Published online by Cambridge University Press: 16 December 2009
Introduction
Relations between Europe and Mexico have been dramatic ever since Hernán Cortez conquered the Aztec empire and established New Spain in the early sixteenth century. Along with many other Latin American countries, Mexico gained its independence from Spain in 1810 in a war of independence, after almost three centuries of Mexican gold and silver financing Spanish wars in Europe. Half a century later, Napoleon installed Maximilian von Hapsburg and his wife, Carlotta, as Emperor and Empress of Mexico in a dispute over debts owed to France. The Mexicans later shot Maximilian by firing squad in Querétero, while Carlotta went mad and died a ward of the Vatican (only to be resurrected decades later by Bette Davis in the black-and-white Hollywood movie, Juárez).
Trade liberalization and foreign investment were welcomed for three decades under Mexican dictator, Porfirio Díaz.
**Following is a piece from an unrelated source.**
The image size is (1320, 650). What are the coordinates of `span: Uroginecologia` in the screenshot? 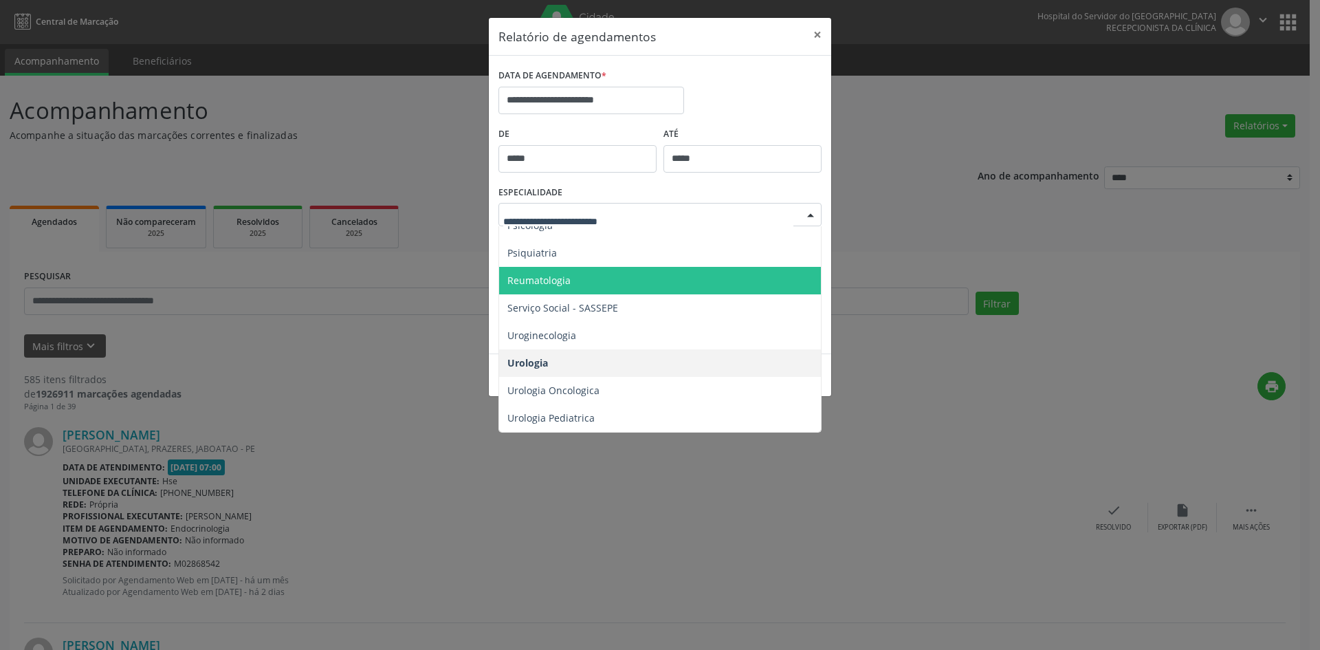 It's located at (542, 335).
That cycle of economic opening ended with the Mexican Revolution in 1910. The twentieth century witnessed the nationalization of the oil industry under President Lázaro Cárdenas in 1938 and of the banking industry under President José López Portillo in 1982, before swinging back to trade liberalization and a reopening to foreign investment under President Carlos Salinas de Gortari in the 1990s. On 1 July 2000, the new century marked the entry into force of the Mexico–European Union Free Trade Agreement (MEUFTA or Global Agreement), the most comprehensive trade agreement between Europe and Mexico since the Spanish conquistadores first established transatlantic trade relations almost half a millennium earlier.